Just recently @OpenAI sued FreedomGPT because our trademark has GPT in the name. The USPTO already denied OpenAI's application for GPT. @BurnhamDC let us know if information about this would be helpful.
Anthropic shut down an entire company's Claude access overnight
60+ employees. No explanation. Just an email.
Want to appeal? Fill out a Google Form.
Integrations gone. Histories gone. Everything built on Claude... gone.
Never let one vendor own your workflow.
I spoke with John Arrow of @RealFreedomGPT about why he created an AI clone of Scott Adams, creator of Dilbert, after he passed away. John mentions that the AI version of Scott is so realistic that he has to remind listeners that it’s an AI clone.
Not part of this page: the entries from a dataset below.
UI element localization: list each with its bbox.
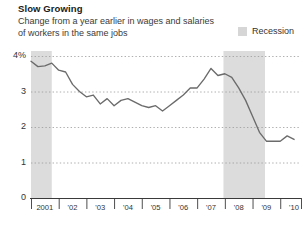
x-axis-label: 2001 [31, 203, 59, 212]
y-axis-label: 1 [0, 157, 26, 167]
x-axis-label: '06 [169, 203, 197, 212]
x-axis-label: '10 [280, 203, 308, 212]
chart-container: Slow Growing Change from a year earlier … [0, 0, 308, 227]
x-axis-label: '04 [114, 203, 142, 212]
recession-band [31, 51, 52, 198]
y-axis-label: 4% [0, 50, 26, 60]
x-axis-label: '07 [197, 203, 225, 212]
y-axis-label: 3 [0, 86, 26, 96]
chart-plot-area [0, 0, 308, 227]
x-axis-label: '08 [225, 203, 253, 212]
x-axis-label: '05 [142, 203, 170, 212]
x-axis-label: '03 [86, 203, 114, 212]
y-axis-label: 2 [0, 121, 26, 131]
recession-band [223, 51, 265, 198]
y-axis-label: 0 [0, 192, 26, 202]
x-axis-label: '02 [59, 203, 87, 212]
x-axis-label: '09 [252, 203, 280, 212]
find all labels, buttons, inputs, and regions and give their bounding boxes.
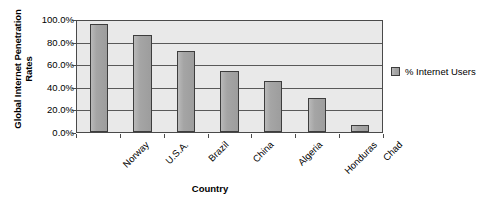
legend-label: % Internet Users	[405, 66, 476, 77]
bar-slot	[208, 21, 252, 132]
x-axis-title: Country	[0, 183, 420, 194]
bar	[220, 71, 238, 132]
bar-slot	[338, 21, 382, 132]
x-axis-category-labels: NorwayU.S.A.BrazilChinaAlgeriaHondurasCh…	[76, 133, 383, 178]
x-axis-category-label: Algeria	[295, 139, 324, 168]
y-axis-tick-label: 60.0%	[14, 60, 74, 70]
bar-series	[77, 21, 382, 132]
y-axis-tick-label: 0.0%	[14, 128, 74, 138]
y-axis-tick-label: 40.0%	[14, 83, 74, 93]
bar	[308, 98, 326, 132]
x-axis-category-label: U.S.A.	[163, 139, 190, 166]
legend-swatch-icon	[391, 67, 400, 76]
bar-slot	[164, 21, 208, 132]
x-axis-category-label: Chad	[381, 139, 405, 163]
bar	[133, 35, 151, 132]
y-axis-tick-label: 100.0%	[14, 15, 74, 25]
x-axis-category-label: Brazil	[206, 139, 231, 164]
x-axis-category-label: China	[250, 139, 275, 164]
bar	[90, 24, 108, 132]
bar-slot	[295, 21, 339, 132]
bar-slot	[77, 21, 121, 132]
chart-legend: % Internet Users	[391, 66, 476, 77]
y-axis-tick-label: 20.0%	[14, 105, 74, 115]
bar	[177, 51, 195, 132]
y-axis-tick-label: 80.0%	[14, 38, 74, 48]
bar-slot	[251, 21, 295, 132]
x-axis-category-label: Norway	[121, 139, 152, 170]
x-axis-category-label: Honduras	[342, 139, 379, 176]
bar-slot	[121, 21, 165, 132]
bar-chart: Global Internet Penetration Rates 100.0%…	[0, 0, 499, 204]
plot-area	[76, 20, 383, 133]
bar	[351, 125, 369, 132]
x-axis-tick-mark	[383, 134, 384, 138]
bar	[264, 81, 282, 132]
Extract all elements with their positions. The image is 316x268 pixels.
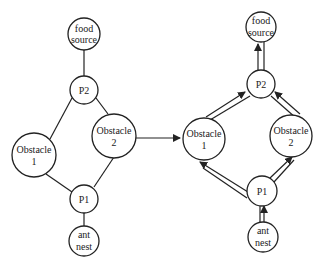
svg-text:Obstacle: Obstacle xyxy=(97,125,133,136)
right-node-p2: P2 xyxy=(247,70,275,98)
right-node-obstacle-2: Obstacle 2 xyxy=(270,115,312,157)
svg-text:ant: ant xyxy=(78,229,90,240)
left-node-p2: P2 xyxy=(70,76,98,104)
svg-text:1: 1 xyxy=(202,140,207,151)
svg-text:P2: P2 xyxy=(79,85,90,96)
left-node-obstacle-2: Obstacle 2 xyxy=(92,114,136,158)
svg-text:ant: ant xyxy=(257,225,269,236)
left-node-food-source: food source xyxy=(68,18,100,50)
svg-text:2: 2 xyxy=(112,137,117,148)
svg-text:food: food xyxy=(252,15,270,26)
svg-text:nest: nest xyxy=(255,237,271,248)
left-node-ant-nest: ant nest xyxy=(69,226,99,256)
svg-text:source: source xyxy=(248,27,275,38)
svg-text:source: source xyxy=(71,34,98,45)
ant-colony-diagram: food source P2 Obstacle 1 Obstacle 2 P1 … xyxy=(0,0,316,268)
left-node-obstacle-1: Obstacle 1 xyxy=(12,133,56,177)
svg-text:1: 1 xyxy=(32,156,37,167)
svg-text:Obstacle: Obstacle xyxy=(187,128,223,139)
svg-text:Obstacle: Obstacle xyxy=(17,144,53,155)
svg-text:P1: P1 xyxy=(257,186,268,197)
svg-text:food: food xyxy=(75,23,93,34)
right-node-ant-nest: ant nest xyxy=(248,222,278,252)
svg-text:2: 2 xyxy=(289,137,294,148)
left-node-p1: P1 xyxy=(70,185,98,213)
svg-text:P2: P2 xyxy=(256,79,267,90)
svg-text:Obstacle: Obstacle xyxy=(274,125,310,136)
right-node-food-source: food source xyxy=(246,12,276,42)
right-node-obstacle-1: Obstacle 1 xyxy=(183,118,225,160)
svg-text:P1: P1 xyxy=(79,194,90,205)
right-node-p1: P1 xyxy=(247,176,277,206)
svg-text:nest: nest xyxy=(76,241,92,252)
Watch/listen to the full interview with John to learn about AI’s impact on society in the new episode of Deep Dive Podcast!
scott would have loved the fact that someone went rogue and created an AI version of CWSA 😂😂😂
In fact, he would have wanted 20 people to battle it out to make the best one
RIP / Eternally Scott ❤️
Your AI conversations aren't privileged. Yesterday, Judge Jed Rakoff ruled that 31 documents a defendant generated using an AI tool and later shared with his defense attorneys are not protected by attorney-client privilege or work product doctrine.
The logic is simple: an AI tool is not an attorney. It has no law license, owes no duty of loyalty, and its terms of service explicitly disclaim any attorney-client relationship. Sharing case details with an AI platform is legally no different from talking through your legal situation with a friend (which is not privileged).
You can't fix it after the fact, either. Sending unprivileged documents to your lawyer doesn't retroactively make them privileged. That's been settled law for years. It just hadn't been tested with AI until now.
And here's what really hurt the defendant: the AI provider's privacy policy (Claude), in effect when he used the tool, expressly permits disclosure of user prompts and outputs to governmental authorities. There was no reasonable expectation of confidentiality.
The core problem is the gap between how people experience AI and what's actually happening. The conversational interface feels private. It feels like talking to an advisor. But unless you negotiate for an enterprise agreement that says otherwise, you're inputting information into a third-party commercial platform that retains your data and reserves broad rights to disclose it.
Judge Rakoff also flagged an interesting wrinkle: the defendant reportedly fed information from his attorneys into the AI tool. If prosecutors try to use these documents at trial, defense counsel could become a fact witness, potentially forcing a mistrial. Winning on privilege doesn't make the evidentiary picture simple.
For anyone advising clients or managing legal risk, this is a wake-up call. AI tools are not a safe space for clients to process their counsel's advice and to regurgitate their legal strategy. Every prompt is a potential disclosure. Every output is a potentially discoverable document.
So what do we do about it?
First, attorneys need to be proactive. Advise clients explicitly that anything they put into an AI tool may be discoverable and is almost certainly not privileged. Put it in your engagement letters. Make it part of onboarding. Don't assume clients understand this, because most don't.
Second, if clients want to use AI to help process legal issues (and they clearly will, increasingly), then let's give them a way to do it inside the privilege. Collaborative AI workspaces shared between attorney and client, where the AI interaction happens under counsel's direction and within the attorney-client relationship, can change the analysis entirely. I'm excited to be planning this kind of approach, and I think it's where the industry needs to head.
https://t.co/NFqsznVdXh
Here’s a clip where the real Scott Adams (Episode 1438) publicly gave explicit permission and actively encouraged the creation of AI Scott Adams . There are others too.
Over a year before Grokipedia we launched WikiFreedom (https://t.co/vX9zw19Ncb). It's been fascinating to see how an AI Agent tasked documenting the world with as little bias as possible approaches the task.
In the US the salaries of doormen and receptionists exceed $45 billion annually. Tesla's Optimus (atoms) will unlock drastically lower HOA costs for buildings that want a 24 hour doorman. Non-hardware agentic (bits) models are drastically starting to reduce costs in a more hidden way.